THE battle tomorrow to elect the first new chairman of the Stock Exchange of Hong Kong for three years could provide a thrilling finish to what has been regarded as a one-horse race.

Long-term favourite Edgar Cheng Wai-kin, the head of Worldwide Investments and an incumbent council member, is still widely tipped for the position.

But late runner Tony Fung Wing-cheung, who is group chairman and managing director of Sun Hung Kai Investments, is threatening to pip Mr Cheng to the post.

Mr Fung was elected a stock exchange council member on Friday by 502 votes out of a possible 564, demonstrating the level of support he has within the broking community.

John Mulcahy, managing director of UBS Securities, said: 'Tony would be the natural choice of a large number of the members of the council.' Mr Fung, 43, has wide experience of the internal machinations of the exchange, having been a vice-chairman in 1988-89 and 1989-90, a position considered the ideal training ground for chairmanship.

Sun Hung Kai is also one of the most best known names in Hong Kong stockbroking, and is considered to sit well between being a large brokerage and having supreme connections in China.

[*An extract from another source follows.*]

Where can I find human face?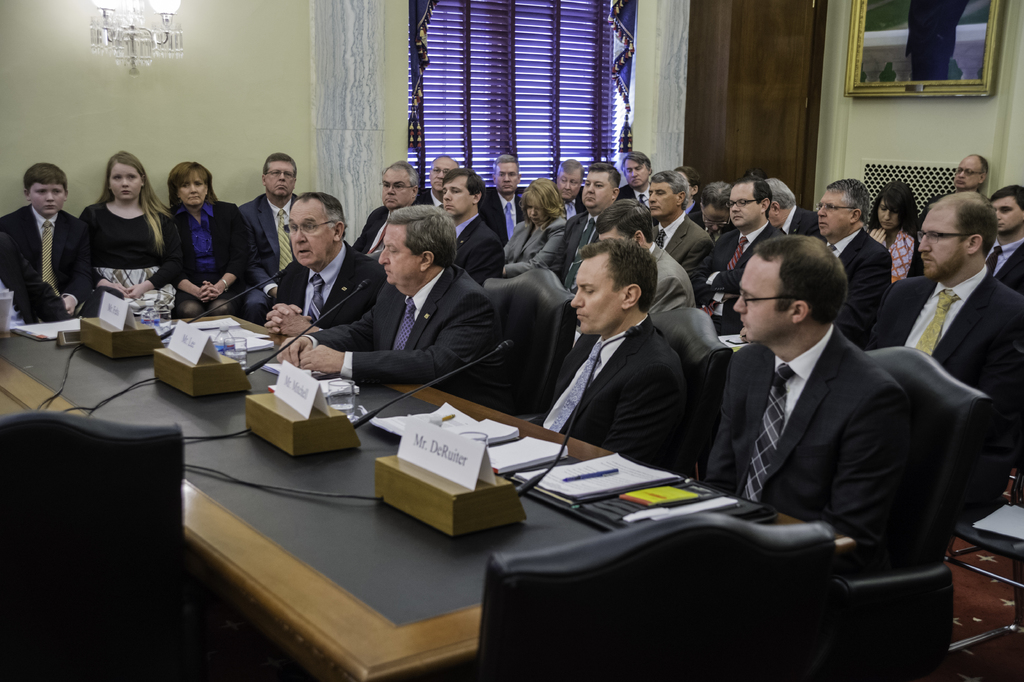
You can find it at x1=176, y1=175, x2=205, y2=206.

Mr Cheng, 50, has purposefully kept a low profile and some members have said this may count against him.

'It's a public job, and it needs a public figure,' one broker said.

But Mr Cheng's supporters argue ability with a calculator is needed, not a deft hand with a cocktail glass.

Mr Cheng is married to the youngest daughter of Sir Y. K. Pao and returned to Hong Kong from New York six years ago to take up the reins at Worldwide.

He was a professor of medicine at Cornell University in New York.

The winner of the election tomorrow will replace Charles Lee Yeh-kwong, who stepped down as exchange chairman on Friday. He was widely praised for his achievements.